Defense Secretary Leon Panetta wants you to be scared.
In a letter to Sens. Lindsey Graham and John McCain, Panetta warned that after possible cuts in the military budget, “we would have the smallest ground force since 1940, the smallest number of ships since 1915, and the smallest Air Force in its history.”
Which would be pretty damn bad … if we wound up having to go to war with America's 1940 Army, 1915 Navy, or some historical version of America's Air Force. If we're lucky, though, and don't have to go to war with past incarnations of our military, Panetta's comparison is logically nearly irrelevant. In fact, even the most massive cuts currently under consideration would return American military spending only to 2007 levels. So, as long as we don't have to go to war with our 2007 military, we should be O.K.
If Panetta had been interested in logical relevance, though, he wouldn't have referred to the past at all. He would have focused on the present, and in the present, we spend more on our military than the rest of the world spends combined. And we spend more than five times more on our military than the second-biggest military spender, which is China (numbers three and four are France and the UK, American allies).
But Panetta doesn't want you to know these numbers. If you did, you might laugh at him when he describes military cuts as meaning “doomsday” for America.
That's right. According to Panetta, returning to 2007 military spending levels, and still spending about as much as the rest of the world combined – means doomsday for America. Shit, I'm laughing at him right now.
The rest of Panetta's Very Scary Letter is equally misleading. “You cannot buy three quarters of a ship or a building,” he warns. Well, true, three-quarters of a ship wouldn't be very useful. I mean, it would be like three-quarters of a bullet, or something! But you could settle for, I don't know, say, nine out of the twelve new ships you wanted – three-quarters overall. Either Panetta is too stupid to know this, or he's hoping the public is too stupid to notice it for him.
The closest Panetta comes to anything specific about America's defense needs is to note that cuts would be bad for contractors. At which point, you start to get a feel for what really drives him and who he really represents.
When a spokesperson for a cause invents arguments as irrelevant and scaremongering as Panetta's, while ignoring relevant data and reasoned argument, you can safely conclude you are being bullshitted. It's long past time that Americans understood the military is, among other things, a special interest, and reacted to its lobbyists “Be Afraid!” screeching accordingly.
We’re not backing down in the face of Trump’s threats.
As Donald Trump is inaugurated a second time, independent media organizations are faced with urgent mandates: Tell the truth more loudly than ever before. Do that work even as our standard modes of distribution (such as social media platforms) are being manipulated and curtailed by forces of fascist repression and ruthless capitalism. Do that work even as journalism and journalists face targeted attacks, including from the government itself. And do that work in community, never forgetting that we’re not shouting into a faceless void – we’re reaching out to real people amid a life-threatening political climate.
Our task is formidable, and it requires us to ground ourselves in our principles, remind ourselves of our utility, dig in and commit.
As a dizzying number of corporate news organizations – either through need or greed – rush to implement new ways to further monetize their content, and others acquiesce to Trump’s wishes, now is a time for movement media-makers to double down on community-first models.
At Truthout, we are reaffirming our commitments on this front: We won’t run ads or have a paywall because we believe that everyone should have access to information, and that access should exist without barriers and free of distractions from craven corporate interests. We recognize the implications for democracy when information-seekers click a link only to find the article trapped behind a paywall or buried on a page with dozens of invasive ads. The laws of capitalism dictate an unending increase in monetization, and much of the media simply follows those laws. Truthout and many of our peers are dedicating ourselves to following other paths – a commitment which feels vital in a moment when corporations are evermore overtly embedded in government.
Over 80 percent of Truthout‘s funding comes from small individual donations from our community of readers, and the remaining 20 percent comes from a handful of social justice-oriented foundations. Over a third of our total budget is supported by recurring monthly donors, many of whom give because they want to help us keep Truthout barrier-free for everyone.
You can help by giving today. Whether you can make a small monthly donation or a larger gift, Truthout only works with your support.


Exercise details -> Exactly the lines starting at the line containing "What are the" and ending at the line containing "What do you see at coordinates (29, 168)" are to be written out from the listing below, both included.
Exercise input Block Start
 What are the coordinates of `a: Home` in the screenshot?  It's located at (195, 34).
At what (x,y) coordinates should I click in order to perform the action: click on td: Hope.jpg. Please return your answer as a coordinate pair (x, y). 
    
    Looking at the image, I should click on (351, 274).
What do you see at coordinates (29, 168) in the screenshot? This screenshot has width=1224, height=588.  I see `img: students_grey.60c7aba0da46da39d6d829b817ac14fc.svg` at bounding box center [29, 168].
Exercise input Block End
Exercise input Block Start
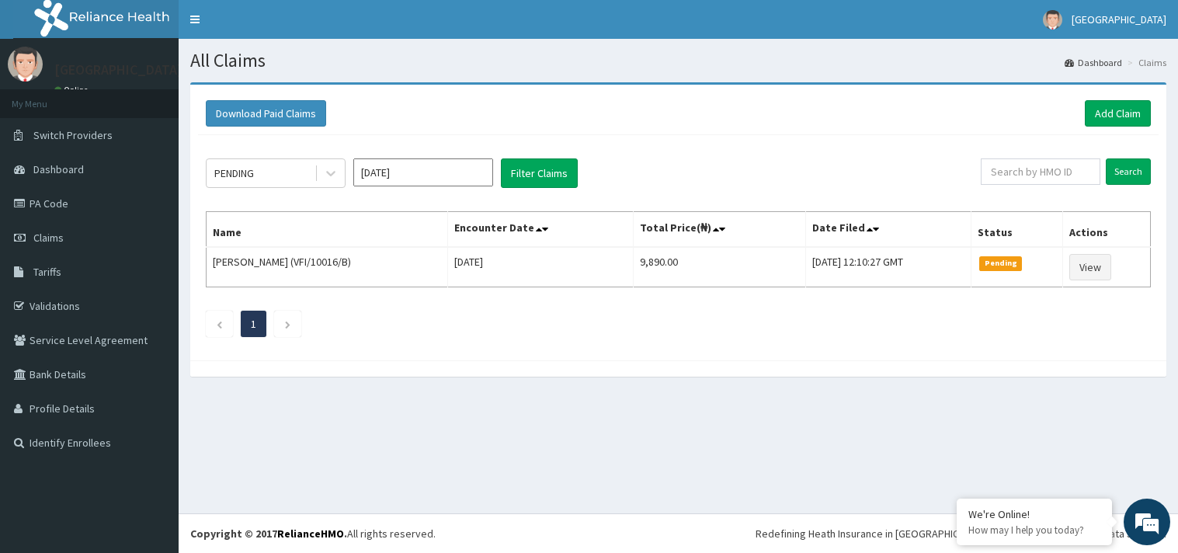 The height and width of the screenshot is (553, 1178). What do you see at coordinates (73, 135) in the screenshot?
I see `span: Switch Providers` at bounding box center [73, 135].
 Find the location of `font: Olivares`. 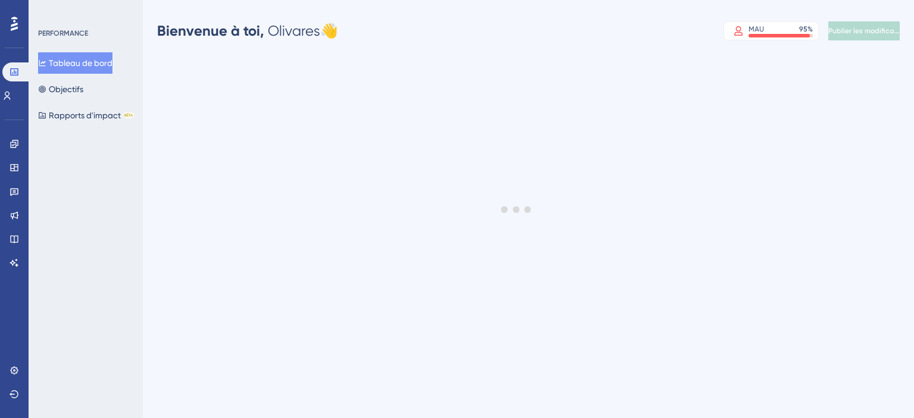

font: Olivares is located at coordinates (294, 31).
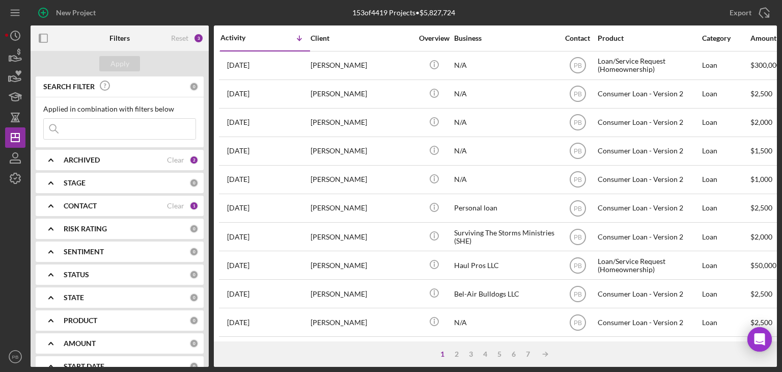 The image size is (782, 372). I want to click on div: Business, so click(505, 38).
Exercise input Block End
Exercise input Block Start
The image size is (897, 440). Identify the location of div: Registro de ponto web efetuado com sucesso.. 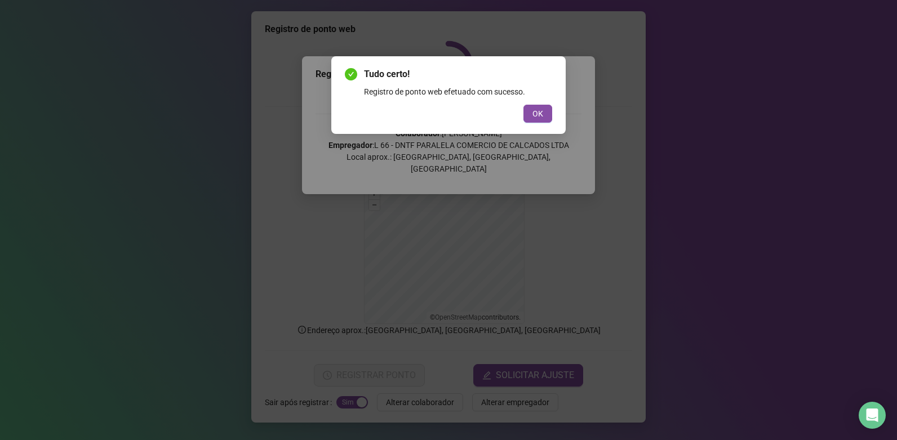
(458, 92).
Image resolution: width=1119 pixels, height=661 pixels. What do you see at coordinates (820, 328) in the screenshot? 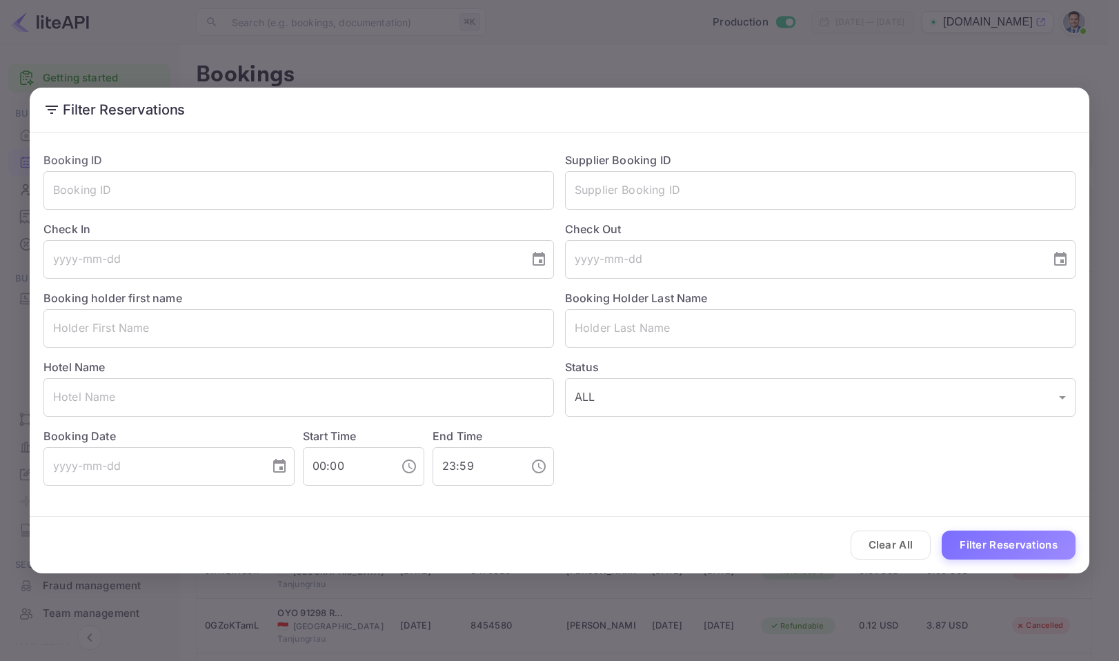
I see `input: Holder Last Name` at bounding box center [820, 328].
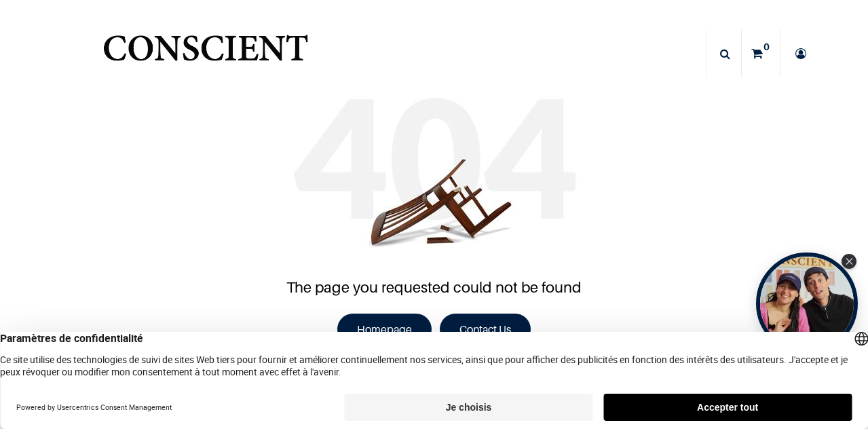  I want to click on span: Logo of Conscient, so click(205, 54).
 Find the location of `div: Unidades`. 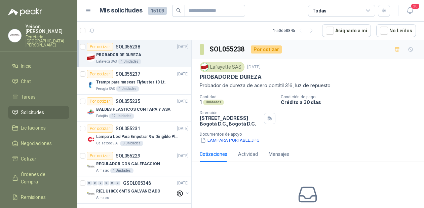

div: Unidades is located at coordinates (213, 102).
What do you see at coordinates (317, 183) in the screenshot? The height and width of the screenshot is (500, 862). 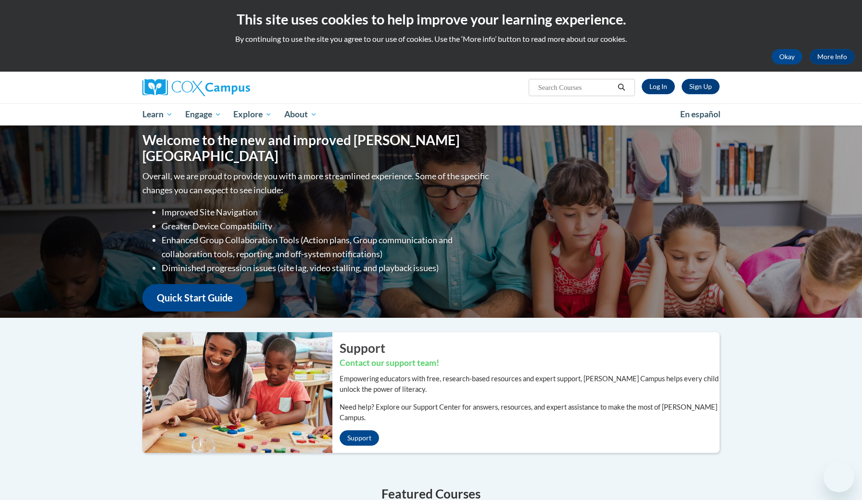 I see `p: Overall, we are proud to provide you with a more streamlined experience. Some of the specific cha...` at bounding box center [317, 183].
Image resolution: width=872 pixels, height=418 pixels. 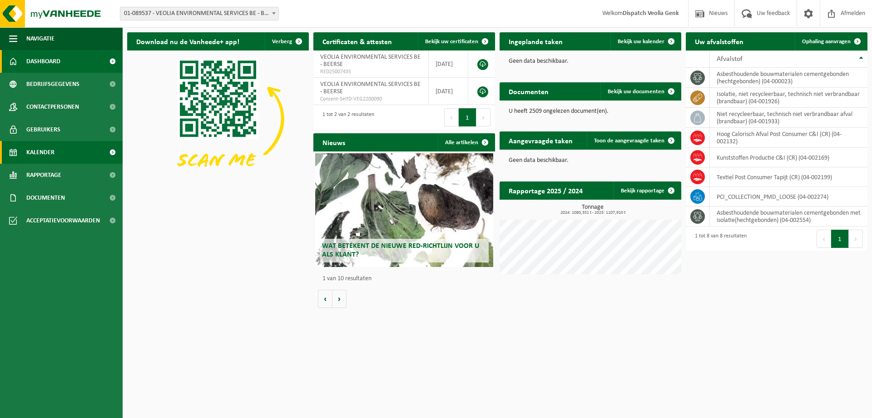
Exercise input Block End
Your solution ->
 What are the coordinates of `a: Home` in the screenshot?  It's located at (195, 34).
At what (x,y) coordinates should I click in order to perform the action: click on td: Hope.jpg. Please return your answer as a coordinate pair (x, y). 
    
    Looking at the image, I should click on (351, 274).
What do you see at coordinates (29, 168) in the screenshot? This screenshot has width=1224, height=588.  I see `img: students_grey.60c7aba0da46da39d6d829b817ac14fc.svg` at bounding box center [29, 168].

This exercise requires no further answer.